Put simply, we in the West are regressing. The white slave masters Muhammad Ali referred to are on the march once more. Western elites are now in league with people, federal institutions like the FBI, and forces of colonial apartheid that much of their populations previously despised as racist. In terms of continuity between domestic racial oppression and foreign policy, U.S. interrogation and torture techniques now resemble the county’s historic lynching practices, as demonstrated by any Internet image search comparing the U.S. Lynching Postcard with U.S. Abu Ghraib human trophy photography.
These and other offenses all have to be spun as civilizing Westerners doing Black and Indigenous peoples a favor. To ensure this massive cultural reboot is enforced, the Joseph Goebbels, Lord Haw-Haws, of the modern corporate media, have had to attempt to efface systemic racial oppression from representation in order to fake white Western benevolence.
Notes
- ↩ Craig Murray, “BBC Daily Distortion,” Craig Murray blog, January 30, 2017, craigmurray.org.uk; Jane Martinson, “BBC Trust Says Laura Kuenssberg Report on Corbyn Was Inaccurate,” Guardian, January 18, 2017.
- ↩ “Jeremy Corbyn Opposes ‘Shoot to Kill’ Policy,” BBC News, November 16, 2015.
- ↩ “Vigil Draws Hundreds Over Mark Duggan’s Death,” Youtube video, Al Jazeera English, January 11, 2014.
- ↩ “Violence Erupts in London’s Hackney at Protest Over Black Man’s Death During Arrest,” RT, July 29, 2017; “London Protests Erupt Over Death of Rashan Charles,” Al Jazeera, July 29, 2017.

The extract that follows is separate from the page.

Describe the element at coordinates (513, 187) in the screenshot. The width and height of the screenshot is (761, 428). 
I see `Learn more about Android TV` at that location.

- ↩ Black deaths also include a long historical tradition of victims beaten to death by police in cells and on the street, as documented in Ken Fero and Tariq Mehmood’s 2001 documentary Injustice.
- ↩ “Protests in France Over Alleged Police Rape,” BBC News, February 12, 2017.

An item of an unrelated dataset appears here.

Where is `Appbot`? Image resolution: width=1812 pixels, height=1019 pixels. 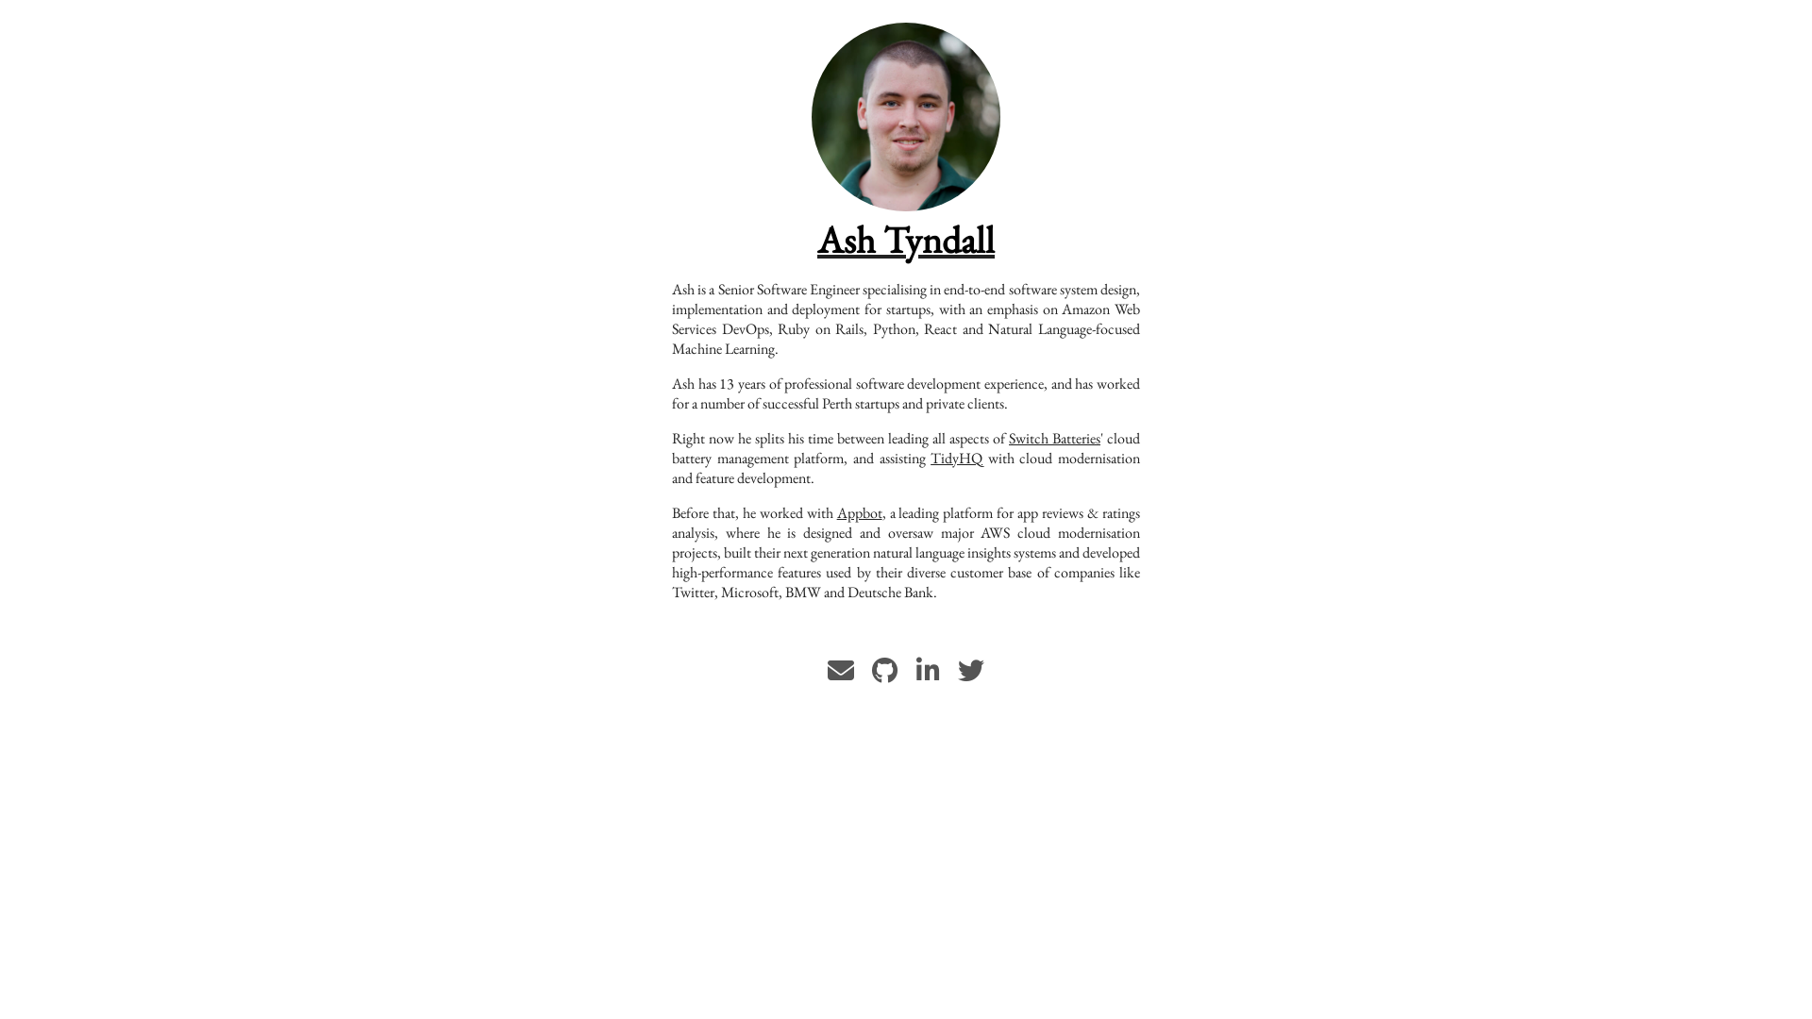
Appbot is located at coordinates (860, 514).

- ↩ “’Whites Don’t Shoot Whites’: 2 Black People Shot Dead in Kentucky,” Times of News, October 26, 2018.
- ↩ According to the Huffington Post, “morale is also said to be at an ‘all-time low’ among Black BBC staff who were banned from publicly supporting Black Lives Matter but watched on as their employer defended its use of the N-word.” Nadine White, “MPs Call For Inquiry Into BBC After ‘Institutional Racism’ Allegations,” Huffington Post, September 13, 2020.
- ↩ “George Floyd Death: Thousands Join UK Protests,” BBC News, May 31, 2020.

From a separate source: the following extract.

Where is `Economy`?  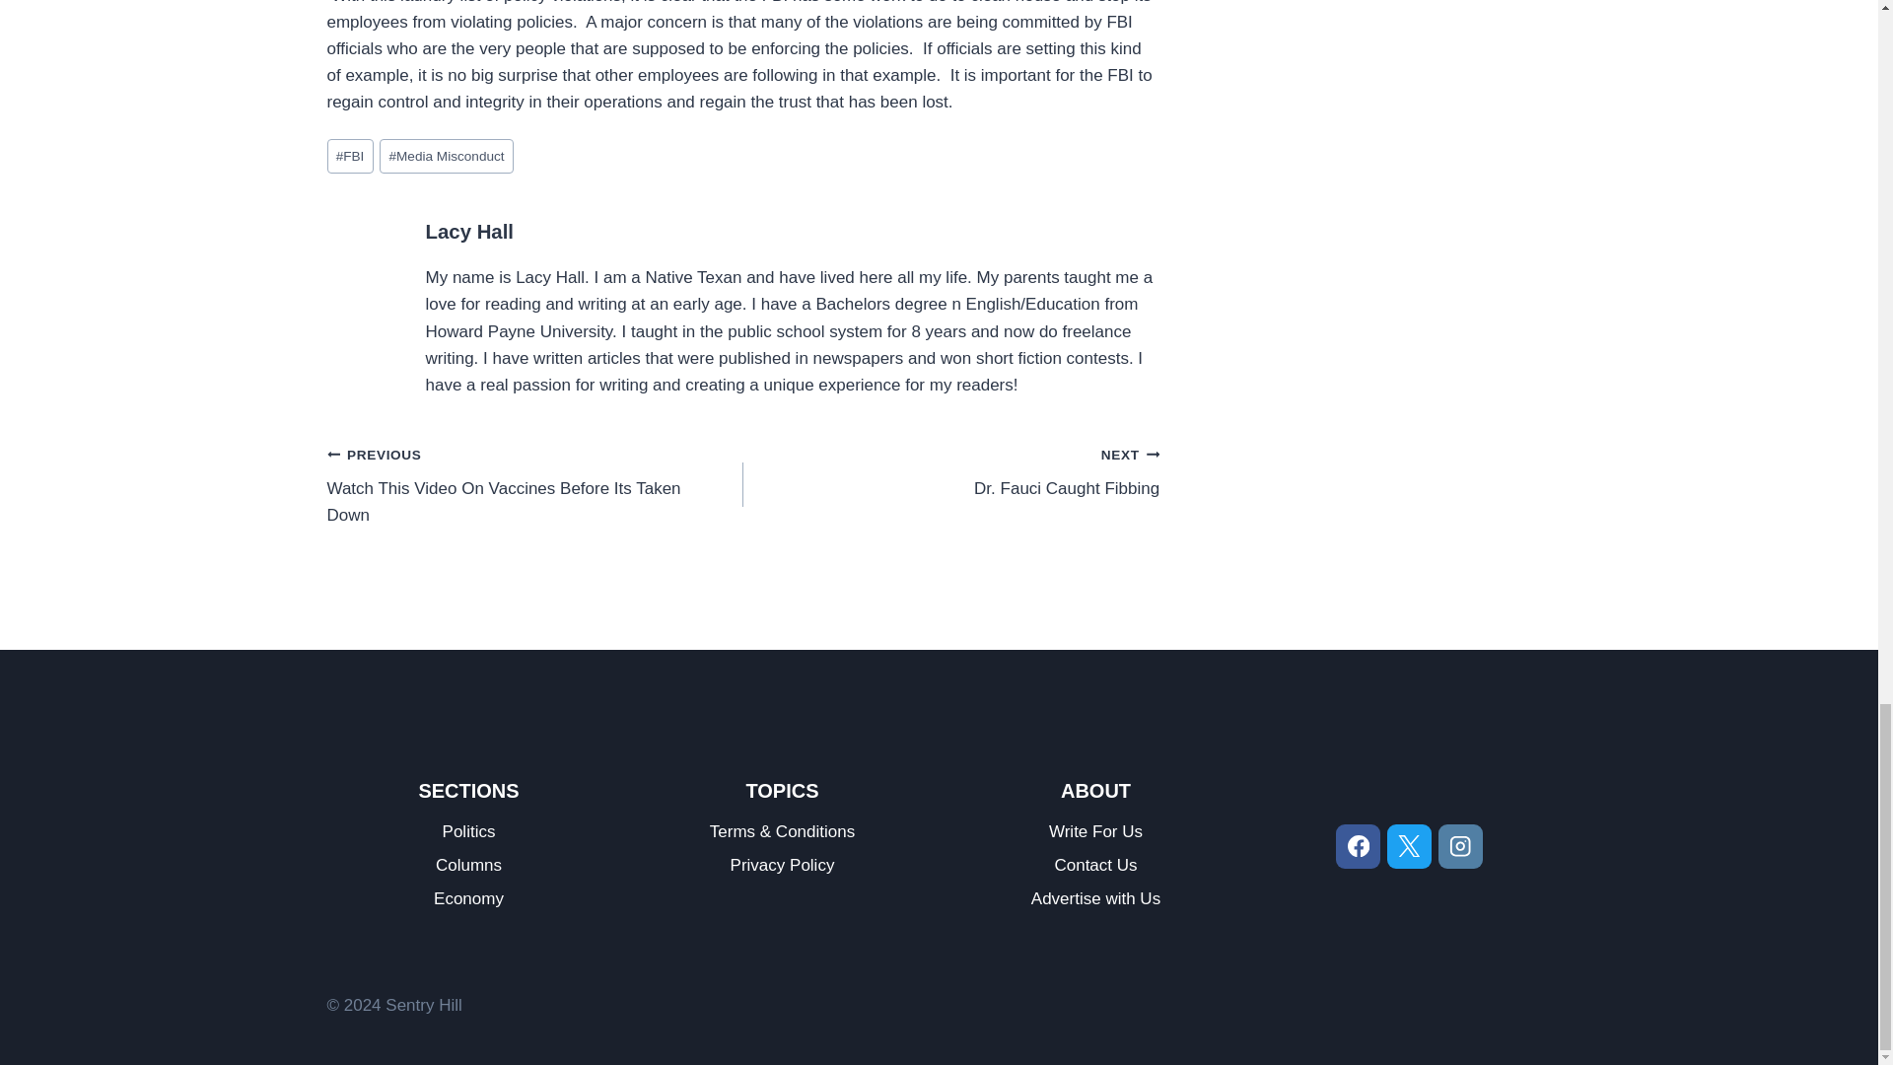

- ↩ Black Lives Matter—London, Facebook page.
- ↩ “British Police Tasered Their Own Race Relations Advisor…,” Youtube video, posted by BlackWorldTV, January 21, 2017; Matt Agorist, “Watch: Cop Tasers Fellow Coworker in the Face, After Mistaking Him for a Criminal,” Free Thought Project, September 6, 2018.
- ↩ “Muhammad Ali Refuses to Fight in Vietnam (1967),” Alpha History.